Friday, November 12, 2010

Book-A-Day 2010 # 282 (11/12) -- Jack of Fables, Vol. 7 by Willingham Sturges Roberson Braun Akins Marzan Pepoy

Serial comics do have to go on as long as they have an audience, even if the "real" story is over -- as Jack of Fables seemingly wrapped up its over-arching story of Literals and the Fate of the World in the last volume (the combined collection The Great Fables Crossover, which I reviewed as Book-A-Day # 129) -- and so The New Adventures of Jack and Jack, the seventh collection of the Jack of Fables series, follows two so-far-independent stories.

Jack -- aka Jack Horner, or Jack of the Fables, or just about every other Jack you remember from childhood stories -- is back on the road, with his sidekick Gary, who used to be the Literal Pathetic Fallacy, but now, apparently, isn't. (There's also the usual post-Crisis-style "I'm talking about things that I then claim I don't remember, to nudge the reader in the ribs" to establish the new status quo -- though, as I recall, worlds did not live or die, particularly, in the previous Jack of Fables story.) And Jack's son, the vastly younger, more innocent, and more conventionally heroic Jack Frost, is off on his own path, looking for adventure and to do good deeds. (Having recently rewatched the MST3K episode Jack Frost, I couldn't help but be struck by the "I must do good deed" parallels, though this young hero never gets a bear's head or gets into a stomping contest with Baba Yaga.)

So, after a single-issue story written by Chris Roberson and drawn by Tony Akins involving Jack, Lord of the Apes (which may have been a try-out or fill-in of some description, or possibly just a way to give the usual crew a month to catch up), that usual crew -- writers Bill Willingham and Matthew Sturges, artist Russ Brawn -- bounces between the separate adventures of our pair of Jacks. Jack the elder finds himself changing in unexpected ways, but does not actually develop an actual story in this volume. (In fact, there's a concluding caption that implies -- in the arch, generally misleading style the series has often used -- that he's been written out of the book entirely, but I entirely doubt that. He may disappear for a story arc or two, but he'll be back, like a bad penny.)

Young Jack Frost takes the inevitable pilgrimage to the seat of the former empire of the Adversary (where his nasty mother is entombed alive along with most of the Big Bads of that empire), renounces enough of her powers to keep his story interesting now that he's not battling someone who can rewrite the universe, and meets his own sidekick (Macduff, a wooden owl carved by you-can-guess-who). Frost and Macduff then have a minor adventure off on a random fable-world, which may or may not set the tone for the next stretch of this series.

It all looks very much like a reboot, substituting a very different protagonist and set of stories in the middle of a series -- but, then again, the original Jack was more the irritating grain of sand at the middle of a pearl than an enticing and engaging hero, so it's not as if we'll entirely miss him. We'll have to see where Jack of Fables goes from here -- I do have my suspicions that this "new direction" will not prove to be deeply enduring -- but getting away from Jack, even for a little while, is just fine.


§ **Instructions to follow**
Would you mind restating all of the records word for word, skipping the pictures?

§ **The data**
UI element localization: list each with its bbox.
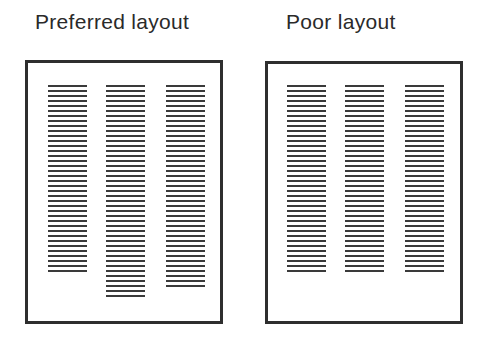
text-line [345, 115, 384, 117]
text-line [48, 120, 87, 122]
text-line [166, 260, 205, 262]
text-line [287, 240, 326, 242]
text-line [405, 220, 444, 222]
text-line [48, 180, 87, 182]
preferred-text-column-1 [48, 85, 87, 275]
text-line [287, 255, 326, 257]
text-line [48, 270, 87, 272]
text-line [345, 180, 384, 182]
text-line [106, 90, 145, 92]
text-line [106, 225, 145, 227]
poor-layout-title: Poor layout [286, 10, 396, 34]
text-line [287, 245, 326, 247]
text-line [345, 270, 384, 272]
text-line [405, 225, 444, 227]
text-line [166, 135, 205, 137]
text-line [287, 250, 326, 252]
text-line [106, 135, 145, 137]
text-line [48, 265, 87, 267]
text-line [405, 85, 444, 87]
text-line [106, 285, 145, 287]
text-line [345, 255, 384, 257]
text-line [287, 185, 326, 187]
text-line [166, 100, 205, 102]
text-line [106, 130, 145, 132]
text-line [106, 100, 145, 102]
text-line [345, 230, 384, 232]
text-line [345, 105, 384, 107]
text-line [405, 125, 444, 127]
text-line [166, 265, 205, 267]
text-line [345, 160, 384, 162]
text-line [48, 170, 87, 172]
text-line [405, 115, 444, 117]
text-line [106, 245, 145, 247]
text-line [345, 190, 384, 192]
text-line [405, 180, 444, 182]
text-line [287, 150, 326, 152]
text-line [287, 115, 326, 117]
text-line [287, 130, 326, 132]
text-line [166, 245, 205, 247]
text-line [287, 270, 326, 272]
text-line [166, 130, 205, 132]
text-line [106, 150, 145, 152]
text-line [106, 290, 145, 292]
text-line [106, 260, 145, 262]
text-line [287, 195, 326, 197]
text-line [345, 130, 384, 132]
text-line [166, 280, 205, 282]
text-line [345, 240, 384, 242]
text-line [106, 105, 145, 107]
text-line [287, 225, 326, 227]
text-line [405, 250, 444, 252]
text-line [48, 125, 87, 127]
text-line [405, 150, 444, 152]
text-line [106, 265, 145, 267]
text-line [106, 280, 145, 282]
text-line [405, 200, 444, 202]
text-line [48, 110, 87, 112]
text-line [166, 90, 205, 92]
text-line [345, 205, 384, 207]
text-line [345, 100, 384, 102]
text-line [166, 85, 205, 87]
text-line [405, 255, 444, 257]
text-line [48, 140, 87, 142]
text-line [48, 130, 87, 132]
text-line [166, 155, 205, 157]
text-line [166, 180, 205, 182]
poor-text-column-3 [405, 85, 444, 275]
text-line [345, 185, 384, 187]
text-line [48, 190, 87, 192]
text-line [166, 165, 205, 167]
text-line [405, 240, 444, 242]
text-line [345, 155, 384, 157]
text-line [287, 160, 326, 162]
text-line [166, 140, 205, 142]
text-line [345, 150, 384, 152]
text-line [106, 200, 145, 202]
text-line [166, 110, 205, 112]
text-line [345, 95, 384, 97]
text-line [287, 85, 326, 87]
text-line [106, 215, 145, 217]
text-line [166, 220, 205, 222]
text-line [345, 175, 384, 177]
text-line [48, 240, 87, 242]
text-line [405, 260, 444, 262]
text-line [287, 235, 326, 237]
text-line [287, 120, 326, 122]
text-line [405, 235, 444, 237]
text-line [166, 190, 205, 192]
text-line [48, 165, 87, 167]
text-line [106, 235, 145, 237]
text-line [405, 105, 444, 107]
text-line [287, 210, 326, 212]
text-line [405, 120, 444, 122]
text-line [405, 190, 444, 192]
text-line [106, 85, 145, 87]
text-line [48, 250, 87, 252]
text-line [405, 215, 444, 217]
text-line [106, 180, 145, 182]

§ **Answer to this exercise**
UI element localization: list each with its bbox.
text-line [345, 115, 384, 117]
text-line [48, 120, 87, 122]
text-line [166, 260, 205, 262]
text-line [287, 240, 326, 242]
text-line [405, 220, 444, 222]
text-line [48, 180, 87, 182]
preferred-text-column-1 [48, 85, 87, 275]
text-line [287, 255, 326, 257]
text-line [48, 270, 87, 272]
text-line [345, 180, 384, 182]
text-line [106, 90, 145, 92]
text-line [106, 225, 145, 227]
poor-layout-title: Poor layout [286, 10, 396, 34]
text-line [287, 245, 326, 247]
text-line [345, 270, 384, 272]
text-line [405, 225, 444, 227]
text-line [166, 135, 205, 137]
text-line [287, 250, 326, 252]
text-line [106, 135, 145, 137]
text-line [48, 265, 87, 267]
text-line [405, 85, 444, 87]
text-line [106, 285, 145, 287]
text-line [345, 255, 384, 257]
text-line [287, 185, 326, 187]
text-line [166, 100, 205, 102]
text-line [106, 130, 145, 132]
text-line [106, 100, 145, 102]
text-line [345, 230, 384, 232]
text-line [345, 105, 384, 107]
text-line [405, 125, 444, 127]
text-line [166, 265, 205, 267]
text-line [345, 160, 384, 162]
text-line [48, 170, 87, 172]
text-line [405, 115, 444, 117]
text-line [106, 245, 145, 247]
text-line [345, 190, 384, 192]
text-line [405, 180, 444, 182]
text-line [287, 150, 326, 152]
text-line [287, 115, 326, 117]
text-line [287, 130, 326, 132]
text-line [166, 245, 205, 247]
text-line [287, 270, 326, 272]
text-line [166, 130, 205, 132]
text-line [106, 150, 145, 152]
text-line [106, 290, 145, 292]
text-line [106, 260, 145, 262]
text-line [287, 195, 326, 197]
text-line [345, 130, 384, 132]
text-line [166, 280, 205, 282]
text-line [345, 240, 384, 242]
text-line [106, 105, 145, 107]
text-line [287, 225, 326, 227]
text-line [405, 250, 444, 252]
text-line [48, 125, 87, 127]
text-line [405, 150, 444, 152]
text-line [106, 265, 145, 267]
text-line [106, 280, 145, 282]
text-line [405, 200, 444, 202]
text-line [48, 110, 87, 112]
text-line [166, 90, 205, 92]
text-line [345, 205, 384, 207]
text-line [345, 100, 384, 102]
text-line [166, 85, 205, 87]
text-line [405, 255, 444, 257]
text-line [48, 140, 87, 142]
text-line [48, 130, 87, 132]
text-line [166, 155, 205, 157]
text-line [166, 180, 205, 182]
poor-text-column-3 [405, 85, 444, 275]
text-line [345, 185, 384, 187]
text-line [48, 190, 87, 192]
text-line [166, 165, 205, 167]
text-line [405, 240, 444, 242]
text-line [345, 155, 384, 157]
text-line [287, 160, 326, 162]
text-line [166, 140, 205, 142]
text-line [345, 150, 384, 152]
text-line [106, 200, 145, 202]
text-line [166, 110, 205, 112]
text-line [345, 95, 384, 97]
text-line [287, 85, 326, 87]
text-line [106, 215, 145, 217]
text-line [166, 220, 205, 222]
text-line [345, 175, 384, 177]
text-line [48, 240, 87, 242]
text-line [405, 260, 444, 262]
text-line [287, 235, 326, 237]
text-line [287, 120, 326, 122]
text-line [405, 235, 444, 237]
text-line [166, 190, 205, 192]
text-line [48, 165, 87, 167]
text-line [106, 235, 145, 237]
text-line [405, 105, 444, 107]
text-line [287, 210, 326, 212]
text-line [405, 120, 444, 122]
text-line [405, 190, 444, 192]
text-line [106, 85, 145, 87]
text-line [48, 250, 87, 252]
text-line [405, 215, 444, 217]
text-line [106, 180, 145, 182]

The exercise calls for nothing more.